Needed: systematic efforts to tackle deprivations

April 12, 2011 04:46 pm | Updated 04:46 pm IST - Chennai

poverty

poverty

Policy formulation to reduce socioeconomic deprivation requires a sound knowledge of the incidence, extent, and persistence of the malady. The rate of absolute deprivation is arrived at by first measuring ‘poverty', which usually involves identifying a threshold for income or consumption. Those falling below that threshold level are considered ‘deprived'.

Complex

In recent times, there has been an attempt to move from a unidimensional to a multi-dimensional deprivation measure. Evidently, this is a more complex process since it requires identifying a threshold for each dimension of deprivation and assigning appropriate weights to the various dimensions for the purpose of indexation. Usually, the dimensions capture the ‘functionings' or the observed outcomes on health, education, and income.

However, a few researchers have, going along with the line of Nobel laureate Amartya Sen, attempted to capture ‘capabilities' or choices available — as, for example, access to clean water, public health care, efficient source of energy, freedom to choose the type of livelihood — that enable individuals to achieve the desired outcomes.

What do not, usually, feature in the measures of poverty are the distributional considerations related to dispersion around mean or the distance from the threshold on the lower side. A common measure of relative deprivation deals with vertical inequality to compare inter-individual distribution in, say, wealth. Emphasis is now on measures that capture horizontal inequality or inter-group variations in, say, possession of wealth including the decomposition of overall inequality into contributions from within and between group inequalities.

Since the ultimate aim is to find pathways to reduce deprivation, the availability and quality of data play an important role in converting these measures into real numbers so that the target population is more accurately estimated and the intervention has a greater impact.

In this area of applied measurement, Jayaraj and Subramanian have made useful contribution for over a decade, and the book under review brings together their essays published in academic journals. Focussing largely on evolving new measures, the book discusses the effectiveness of existing ones in capturing deprivation. Anyone who ventures to read the chapters thoroughly and in totality may find the going tough (except in the case of the first chapter) unless he is mathematically and quantitatively inclined.

Summary

The introductory chapter provides a summary of the different extensions of poverty and inequality measures and their applications dealt with in the chapters that follow. The second chapter makes a comparison between a multi-dimensional indicator based on the capability approach and ‘school-less-ness' — an expanded definition of child labour. The latter concept covers all the children who are out of school, not just those engaged in wage employment but also those who are assisting the family in economic or non-economic activities.

The 1991 census data show a distinct correlation between higher incidence of ‘school-less-ness' and higher deprivation across States, going by the ‘generalised index'. Graphics are commonly used for visual impact while presenting comparative data related to poverty and inequality. Some new ‘devices' are employed to capture age structures of population (Chapter 6), ageing (Chapter 7) and women-to-men ratio across age profiles (Chapter 8). The illustrations serve to bring out the strengths and limitations of the popular approaches to measurement that largely miss out distributional aspects, while arriving at a measure of the core trend.

Wealth inequality of the horizontal and vertical types in India is the subject of a rare study that uses a huge body of information on indebtedness, and physical and financial assets covering four decades (Chapter 5). However, its findings that the phenomenon of highly skewed distribution of assets persisted over time — and more so in poorer States like Orissa — and that the self-reported nature of data on financial wealth understates the level of polarisation come as no surprise. The last two chapters are classic pieces for pedagogy in the incorrect assessment of data generated as well as the methodology used. Also, they should serve as a warning to the data collecting agencies and researchers against lack of diligence and rigour in analysis.

The chapters straddle different derived measures of poverty and inequality, and the contextualisation leaves one in a state of confusion as to their appropriateness to different situations. Possibly, the first chapter, written by Subramanian, could have addressed this more effectively.

The hallmark of the essays lies in contextualising the measures derived, without compromising on the ‘conceptual soundness', and supporting it with real numbers — and, in a few cases, also engaging in useful discussion as, for instance, on the use of ‘faulty procedures' in utilising the data. Overall, what emerges is that deprivation persists in certain regions and among certain groups, calling for more systematic and effective interventions.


WHAT YOU SHOULD DO
Only the pictures stay out; please return all the entries below exactly as written.

GIVEN RECORDS
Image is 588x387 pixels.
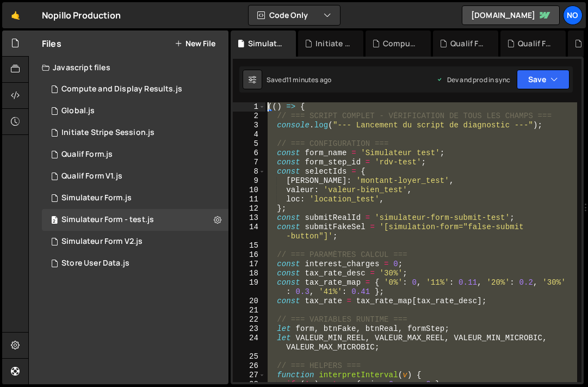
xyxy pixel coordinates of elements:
div: 4 [233,130,266,139]
div: 19 [233,278,266,296]
div: Qualif Form.js [451,38,486,49]
div: 11 [233,195,266,204]
div: 18 [233,269,266,278]
div: Simulateur Form - test.js [62,215,154,225]
div: 16 [233,251,266,260]
div: 8072/18519.js [42,122,228,144]
div: Simulateur Form - test.js [248,38,283,49]
div: 22 [233,315,266,324]
div: 2 [233,112,266,121]
a: No [563,6,583,25]
div: 25 [233,352,266,361]
div: Qualif Form.js [62,150,112,159]
div: Qualif Form V1.js [518,38,553,49]
div: 5 [233,139,266,148]
button: Save [517,70,570,89]
div: 8072/17751.js [42,100,228,122]
div: 21 [233,305,266,315]
div: 23 [233,324,266,334]
div: 8 [233,167,266,176]
span: 2 [51,216,57,226]
div: 9 [233,176,266,186]
div: 3 [233,121,266,130]
div: 8072/18527.js [42,252,228,274]
button: New File [175,39,216,48]
div: 8072/16343.js [42,187,228,209]
div: 15 [233,241,266,251]
div: 11 minutes ago [287,75,331,84]
div: 12 [233,204,266,213]
div: Qualif Form V1.js [62,171,122,181]
div: Nopillo Production [42,8,121,22]
div: 8072/17720.js [42,231,228,252]
button: Code Only [249,6,340,25]
div: 8072/18732.js [42,78,228,100]
div: 13 [233,213,266,222]
div: 8072/16345.js [42,144,228,166]
div: 8072/34048.js [42,166,228,187]
div: Compute and Display Results.js [62,84,182,94]
a: [DOMAIN_NAME] [462,6,560,25]
div: 17 [233,260,266,269]
div: 8072/47478.js [42,209,228,231]
div: 10 [233,186,266,195]
a: 🤙 [2,2,29,28]
div: 14 [233,222,266,241]
div: 24 [233,334,266,352]
div: Saved [267,75,331,84]
div: 26 [233,361,266,370]
div: 20 [233,296,266,305]
div: Initiate Stripe Session.js [316,38,351,49]
h2: Files [42,37,62,49]
div: 6 [233,148,266,157]
div: 7 [233,157,266,167]
div: Simulateur Form.js [62,193,132,203]
div: Javascript files [29,57,228,78]
div: Dev and prod in sync [436,75,511,84]
div: Simulateur Form V2.js [62,236,142,246]
div: Compute and Display Results.js [383,38,418,49]
div: Global.js [62,106,95,116]
div: Initiate Stripe Session.js [62,128,155,137]
div: 1 [233,102,266,112]
div: 27 [233,370,266,380]
div: Store User Data.js [62,258,130,268]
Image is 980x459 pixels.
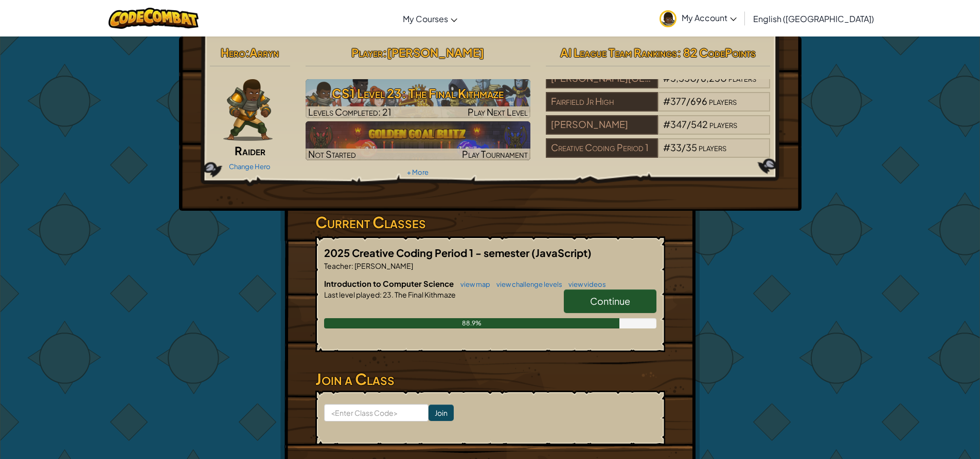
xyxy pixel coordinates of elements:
[324,319,619,329] div: 88.9%
[560,45,677,60] span: AI League Team Rankings
[682,12,736,23] span: My Account
[324,261,351,270] span: Teacher
[324,246,532,259] span: 2025 Creative Coding Period 1 - semester
[686,95,690,107] span: /
[394,290,456,299] span: The Final Kithmaze
[315,211,665,234] h3: Current Classes
[691,118,708,130] span: 542
[670,141,682,153] span: 33
[677,45,756,60] span: : 82 CodePoints
[532,246,591,259] span: (JavaScript)
[709,118,737,130] span: players
[546,79,771,90] a: [PERSON_NAME][GEOGRAPHIC_DATA]#3,550/6,230players
[305,82,530,105] h3: CS1 Level 23: The Final Kithmaze
[229,163,270,171] a: Change Hero
[387,45,484,60] span: [PERSON_NAME]
[686,141,697,153] span: 35
[455,280,490,289] a: view map
[546,125,771,137] a: [PERSON_NAME]#347/542players
[546,139,658,158] div: Creative Coding Period 1
[221,45,245,60] span: Hero
[670,95,686,107] span: 377
[305,121,530,160] img: Golden Goal
[753,13,874,24] span: English ([GEOGRAPHIC_DATA])
[324,404,429,421] input: <Enter Class Code>
[659,10,677,27] img: avatar
[305,79,530,118] img: CS1 Level 23: The Final Kithmaze
[249,45,279,60] span: Arryn
[491,280,562,289] a: view challenge levels
[590,295,630,307] span: Continue
[315,367,665,391] h3: Join a Class
[670,118,687,130] span: 347
[245,45,249,60] span: :
[324,290,380,299] span: Last level played
[546,115,658,135] div: [PERSON_NAME]
[748,4,879,32] a: English ([GEOGRAPHIC_DATA])
[235,144,265,158] span: Raider
[690,95,707,107] span: 696
[698,141,726,153] span: players
[663,118,670,130] span: #
[382,290,394,299] span: 23.
[682,141,686,153] span: /
[429,405,453,421] input: Join
[308,148,356,160] span: Not Started
[324,278,455,289] span: Introduction to Computer Science
[687,118,691,130] span: /
[351,45,383,60] span: Player
[354,261,413,270] span: [PERSON_NAME]
[397,4,462,32] a: My Courses
[563,280,606,289] a: view videos
[663,141,670,153] span: #
[709,95,736,107] span: players
[305,121,530,160] a: Not StartedPlay Tournament
[654,2,742,34] a: My Account
[380,290,382,299] span: :
[109,8,198,29] img: CodeCombat logo
[383,45,387,60] span: :
[467,106,528,118] span: Play Next Level
[546,92,658,112] div: Fairfield Jr High
[462,148,528,160] span: Play Tournament
[546,148,771,160] a: Creative Coding Period 1#33/35players
[663,95,670,107] span: #
[351,261,354,270] span: :
[546,102,771,114] a: Fairfield Jr High#377/696players
[223,79,273,141] img: raider-pose.png
[308,106,392,118] span: Levels Completed: 21
[407,168,429,176] a: + More
[403,13,448,24] span: My Courses
[305,79,530,118] a: Play Next Level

RESULT
Image is 588x387 pixels.
xyxy pixel coordinates of elements:
div: 4 [233,130,266,139]
div: 19 [233,278,266,296]
div: Qualif Form.js [451,38,486,49]
div: 11 [233,195,266,204]
div: 18 [233,269,266,278]
div: Simulateur Form - test.js [62,215,154,225]
div: 16 [233,251,266,260]
div: 8072/18519.js [42,122,228,144]
div: Simulateur Form - test.js [248,38,283,49]
div: 22 [233,315,266,324]
div: 2 [233,112,266,121]
a: No [563,6,583,25]
div: 25 [233,352,266,361]
div: Qualif Form.js [62,150,112,159]
div: Qualif Form V1.js [518,38,553,49]
div: 5 [233,139,266,148]
button: Save [517,70,570,89]
div: 8072/17751.js [42,100,228,122]
div: 21 [233,305,266,315]
div: 23 [233,324,266,334]
div: 8 [233,167,266,176]
span: 2 [51,216,57,226]
div: 9 [233,176,266,186]
div: 3 [233,121,266,130]
div: 8072/18527.js [42,252,228,274]
button: New File [175,39,216,48]
div: 8072/16343.js [42,187,228,209]
div: 15 [233,241,266,251]
div: 11 minutes ago [287,75,331,84]
div: 12 [233,204,266,213]
div: Qualif Form V1.js [62,171,122,181]
div: Nopillo Production [42,8,121,22]
div: 8072/17720.js [42,231,228,252]
button: Code Only [249,6,340,25]
div: 8072/18732.js [42,78,228,100]
div: 13 [233,213,266,222]
div: 8072/16345.js [42,144,228,166]
div: 8072/34048.js [42,166,228,187]
div: Compute and Display Results.js [62,84,182,94]
a: [DOMAIN_NAME] [462,6,560,25]
div: 17 [233,260,266,269]
div: 8072/47478.js [42,209,228,231]
div: 10 [233,186,266,195]
a: 🤙 [2,2,29,28]
div: 14 [233,222,266,241]
div: 24 [233,334,266,352]
div: Saved [267,75,331,84]
div: 26 [233,361,266,370]
div: 20 [233,296,266,305]
div: Initiate Stripe Session.js [316,38,351,49]
h2: Files [42,37,62,49]
div: 6 [233,148,266,157]
div: 7 [233,157,266,167]
div: Simulateur Form.js [62,193,132,203]
div: Javascript files [29,57,228,78]
div: Dev and prod in sync [436,75,511,84]
div: Simulateur Form V2.js [62,236,142,246]
div: Compute and Display Results.js [383,38,418,49]
div: Global.js [62,106,95,116]
div: Initiate Stripe Session.js [62,128,155,137]
div: 1 [233,102,266,112]
div: 27 [233,370,266,380]
div: Store User Data.js [62,258,130,268]
Image is 980x459 pixels.
xyxy pixel coordinates of elements:
[324,319,619,329] div: 88.9%
[560,45,677,60] span: AI League Team Rankings
[682,12,736,23] span: My Account
[324,261,351,270] span: Teacher
[324,246,532,259] span: 2025 Creative Coding Period 1 - semester
[686,95,690,107] span: /
[394,290,456,299] span: The Final Kithmaze
[315,211,665,234] h3: Current Classes
[691,118,708,130] span: 542
[670,141,682,153] span: 33
[677,45,756,60] span: : 82 CodePoints
[532,246,591,259] span: (JavaScript)
[709,118,737,130] span: players
[546,79,771,90] a: [PERSON_NAME][GEOGRAPHIC_DATA]#3,550/6,230players
[305,82,530,105] h3: CS1 Level 23: The Final Kithmaze
[229,163,270,171] a: Change Hero
[387,45,484,60] span: [PERSON_NAME]
[686,141,697,153] span: 35
[455,280,490,289] a: view map
[546,125,771,137] a: [PERSON_NAME]#347/542players
[546,139,658,158] div: Creative Coding Period 1
[221,45,245,60] span: Hero
[670,95,686,107] span: 377
[305,121,530,160] img: Golden Goal
[753,13,874,24] span: English ([GEOGRAPHIC_DATA])
[324,404,429,421] input: <Enter Class Code>
[659,10,677,27] img: avatar
[305,79,530,118] img: CS1 Level 23: The Final Kithmaze
[249,45,279,60] span: Arryn
[491,280,562,289] a: view challenge levels
[590,295,630,307] span: Continue
[315,367,665,391] h3: Join a Class
[670,118,687,130] span: 347
[245,45,249,60] span: :
[324,290,380,299] span: Last level played
[546,115,658,135] div: [PERSON_NAME]
[748,4,879,32] a: English ([GEOGRAPHIC_DATA])
[235,144,265,158] span: Raider
[690,95,707,107] span: 696
[698,141,726,153] span: players
[663,118,670,130] span: #
[382,290,394,299] span: 23.
[682,141,686,153] span: /
[429,405,453,421] input: Join
[308,148,356,160] span: Not Started
[324,278,455,289] span: Introduction to Computer Science
[687,118,691,130] span: /
[351,45,383,60] span: Player
[354,261,413,270] span: [PERSON_NAME]
[397,4,462,32] a: My Courses
[563,280,606,289] a: view videos
[663,141,670,153] span: #
[709,95,736,107] span: players
[305,121,530,160] a: Not StartedPlay Tournament
[654,2,742,34] a: My Account
[380,290,382,299] span: :
[109,8,198,29] img: CodeCombat logo
[383,45,387,60] span: :
[467,106,528,118] span: Play Next Level
[546,92,658,112] div: Fairfield Jr High
[462,148,528,160] span: Play Tournament
[546,148,771,160] a: Creative Coding Period 1#33/35players
[663,95,670,107] span: #
[351,261,354,270] span: :
[546,102,771,114] a: Fairfield Jr High#377/696players
[223,79,273,141] img: raider-pose.png
[308,106,392,118] span: Levels Completed: 21
[407,168,429,176] a: + More
[403,13,448,24] span: My Courses
[305,79,530,118] a: Play Next Level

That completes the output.